We have introduced two hybrid contact prediction methods, TripletRes and ResTriplet, which have been tested in CASP13. Unlike other methods which use post-processed coevolutionary analysis coupling potentials, these two methods use the raw coevolutionary matrices as the only input features, which can result in advanced contact-map predictions when coupled with deep residual neural networks. Part of the success of these methods is due to the feature ensembling strategies: feature fusion by neural networks, denoted as TripletRes, and multiple predictor stacking, denoted as ResTriplet. Meanwhile, the iterative MSA construction procedure DeepMSA, which combines multiple sources of sequence databases, and domain specific MSA collection also contributed to the improvement of the final contact-map prediction performance. The effects and usefulness of these approaches are particularly pronounced for FM targets, which typically involve a smaller number of homologous sequences compared to easier TBM targets.
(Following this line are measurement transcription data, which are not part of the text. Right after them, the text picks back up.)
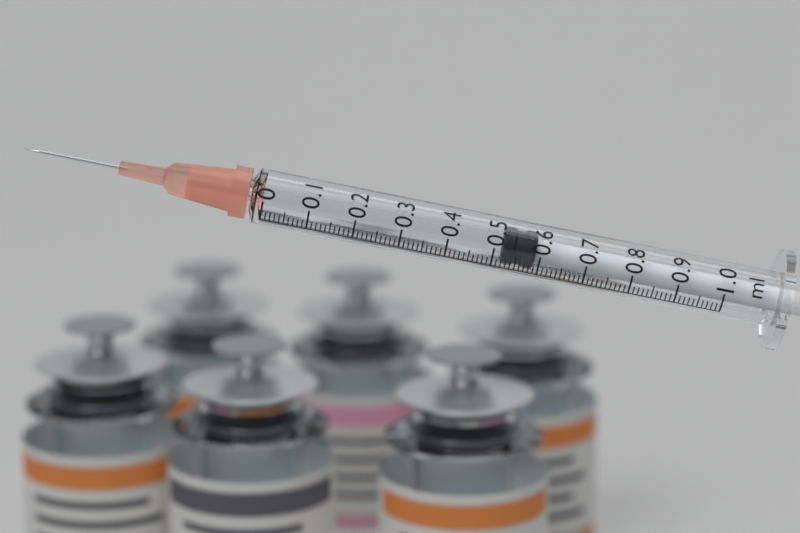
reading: 0.52 ml
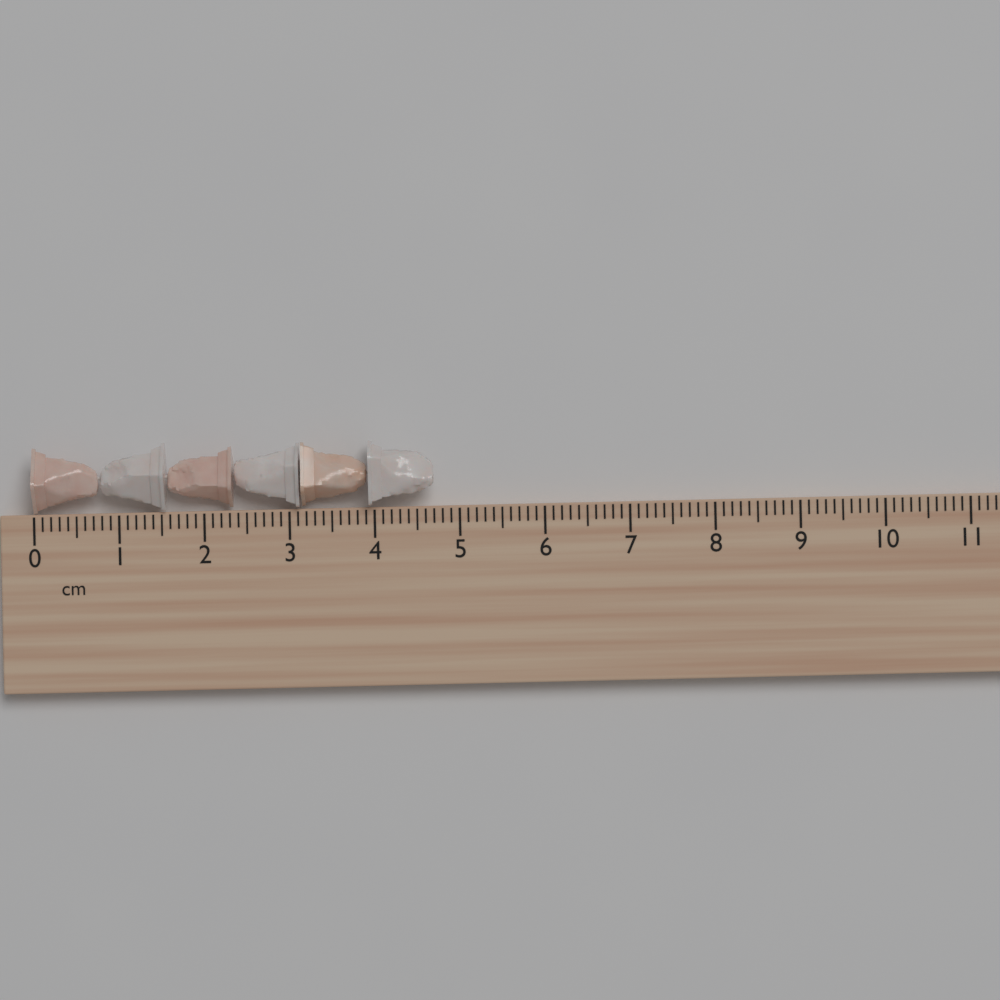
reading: 4.7 cm
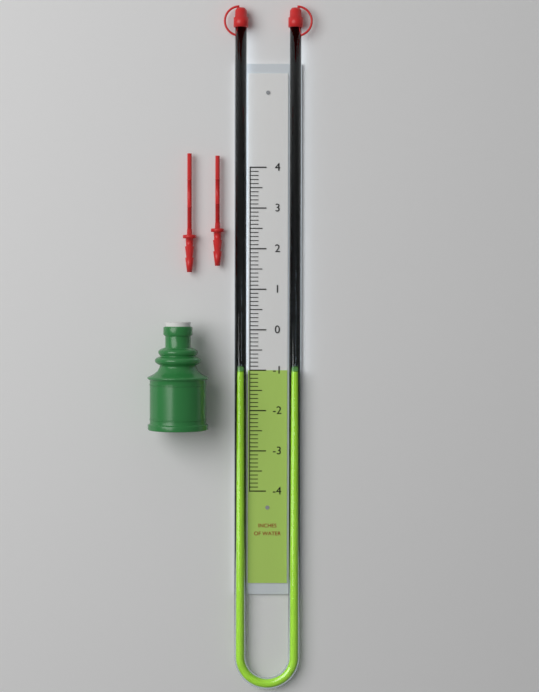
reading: -1.0 in
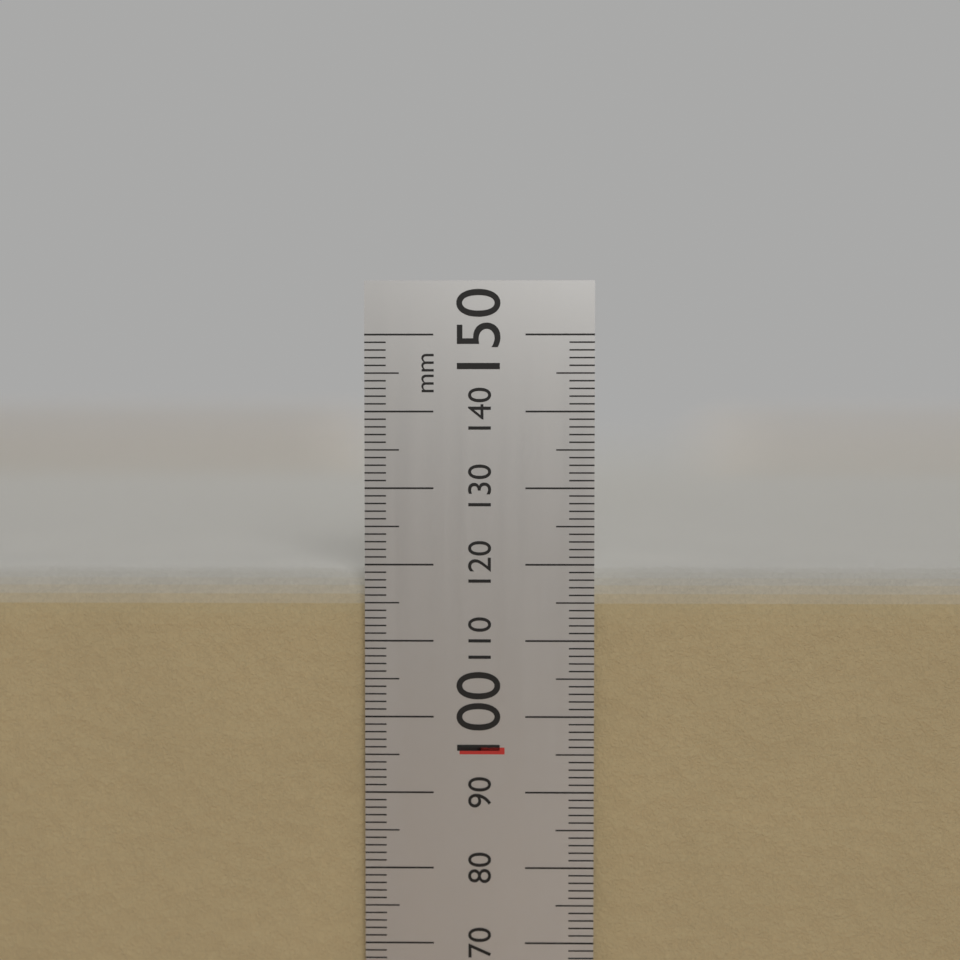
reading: 119 mm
Nevertheless, there are still issues in contact-map prediction particularly in the tail regions of sequences, which often have a higher number of alignment gaps that result in a lower contact accuracy than other regions. Meanwhile, contact prediction for hard targets with a lower number of homologous sequences is still far from satisfactory. Development of new pipelines with models specifically trained on these tail regions and hard targets might help address these shortcomings.

Supplementary Material

1

Acknowledgements

We thank Dr. Wei Zheng for insightful discussion. TripletRes and ResTriplet were trained using the Extreme Science and Engineering Discovery Environment (XSEDE)41, which is supported by National Science Foundation (ACI-1548562).

Funding

This work was supported in part by the National Natural Science Foundation of China (61772273, 61373062, and 31628003), the Fundamental Research Funds for the Central Universities (30918011104), National Institute of General Medical Sciences (GM083107 and GM116960), and National Science Foundation (DBI1564756).